A Seattle-based Planned Parenthood leader said Saturday she’s concerned that a U.S. Supreme Court with Amy Coney Barrett on it will “either gut or overturn Roe v. Wade.”

“Of course, then it gets thrown back to the states,” said Chris Charbonneau, hours after President Donald Trump announced his choice of Barrett, a conservative federal appeals court judge, to succeed Ruth Bader Ginsburg on the Supreme Court. “And a good many states, especially in the middle and southern part of the country, are already geared up to make abortion impossible.”

They include states in the sprawling operation she oversees as president and CEO of both Planned Parenthood of the Great Northwest and the Hawaiian Islands and Planned Parenthood of Indiana and Kentucky. The chapters will merge in January.

“I would expect on Day One problems in Idaho, Indiana and Kentucky,” Charbonneau said, predicting a resurgence of risky, illegal abortions. “We’re about to enter an exceedingly dangerous time.”

Michelle King, who organizes prayer vigils outside the Planned Parenthood clinic in Bellingham for the national 40 Days for Life campaign, also envisions that Barrett might help bring about a reassessment of Roe v. Wade.

Advertising

“We’re excited,” she said, noting her family has spent a lot of time on anti-abortion activism.

Still, she acknowledged that overturning the ruling in that landmark case likely won’t mean much locally, given a state law protecting the right to abortion before fetal viability.  

“It’s an uphill battle in Washington,” King said, adding she nonetheless hopes any Supreme Court ruling against abortion would “trickle down.”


** INSTRUCTIONS FOR THE TASK **
I'd like every entry returned exactly as it is, with the images left out.

** Free-text object descriptions **
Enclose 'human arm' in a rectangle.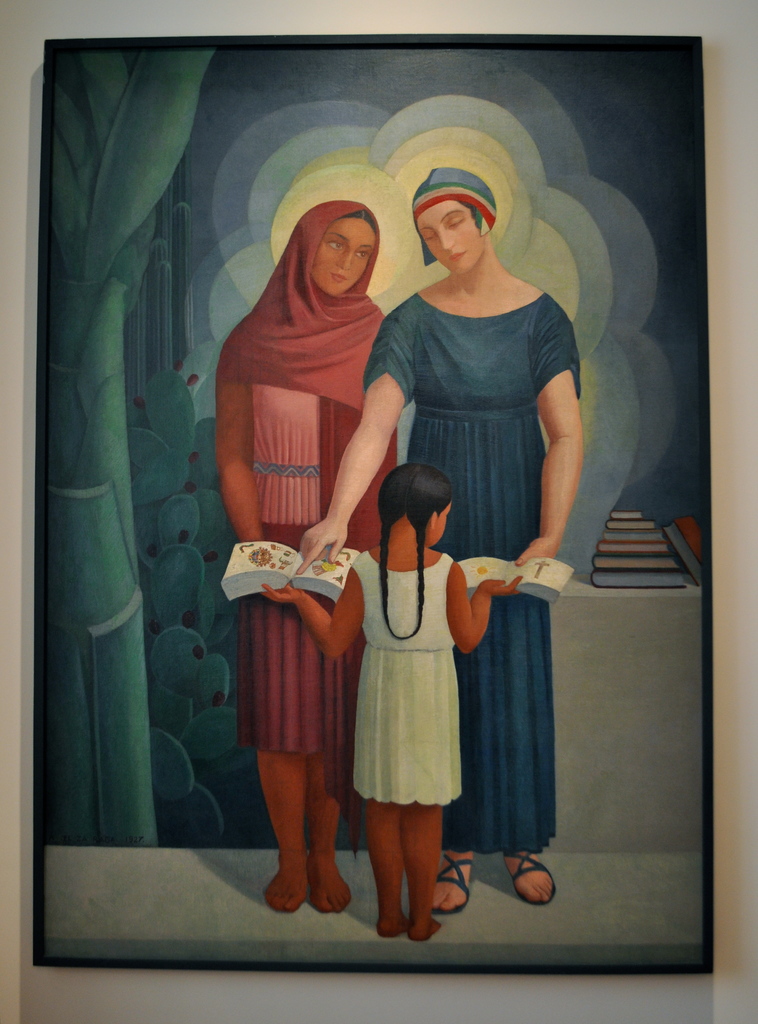
507, 293, 596, 561.
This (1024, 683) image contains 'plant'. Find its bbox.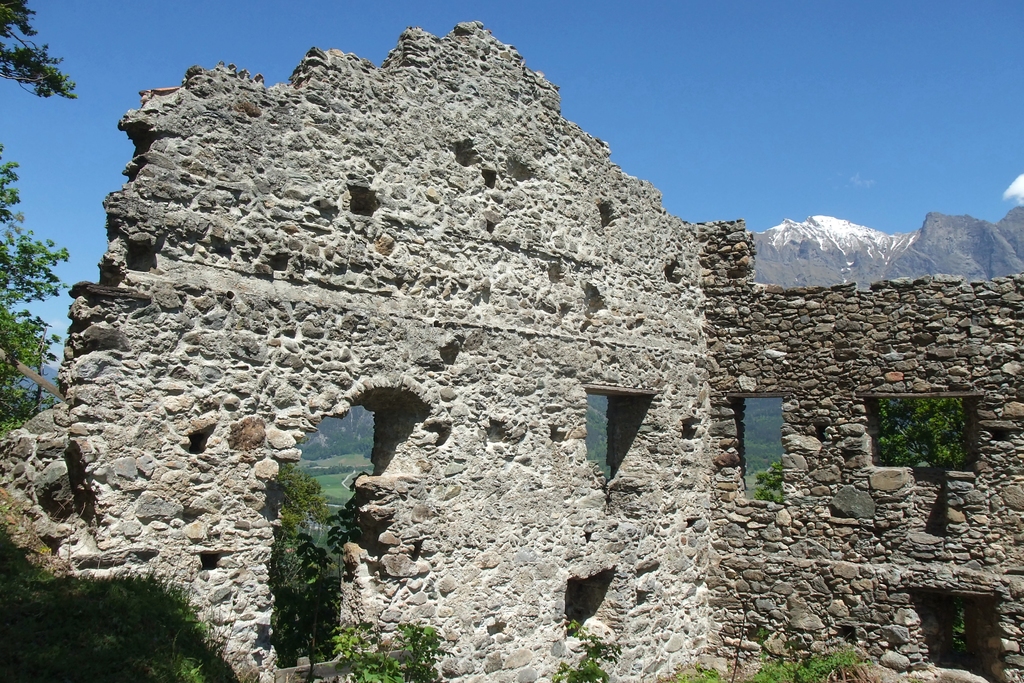
{"x1": 308, "y1": 613, "x2": 463, "y2": 682}.
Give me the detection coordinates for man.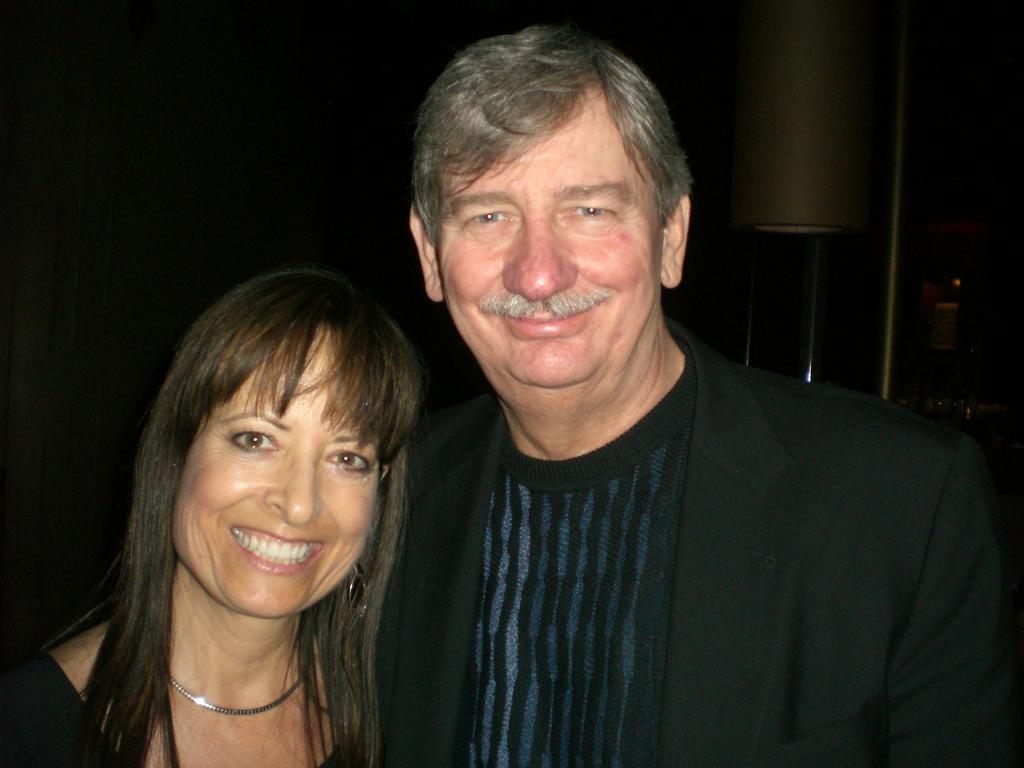
box=[323, 45, 994, 743].
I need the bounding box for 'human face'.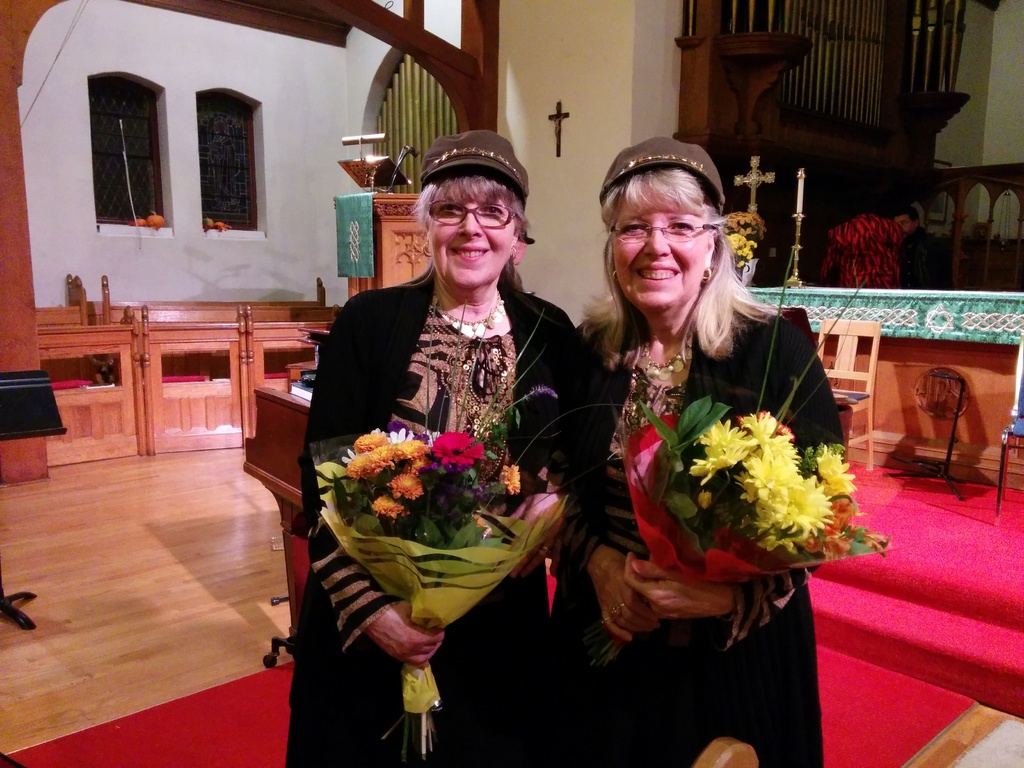
Here it is: x1=611 y1=179 x2=705 y2=311.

** SOLUTION TO THE PROBLEM **
Enclose 'human arm' in a rectangle.
507, 293, 596, 561.
This (1024, 683) image contains 'plant'. Find its bbox.
{"x1": 308, "y1": 613, "x2": 463, "y2": 682}.
Give me the detection coordinates for man.
box=[323, 45, 994, 743].
I need the bounding box for 'human face'.
Here it is: x1=611 y1=179 x2=705 y2=311.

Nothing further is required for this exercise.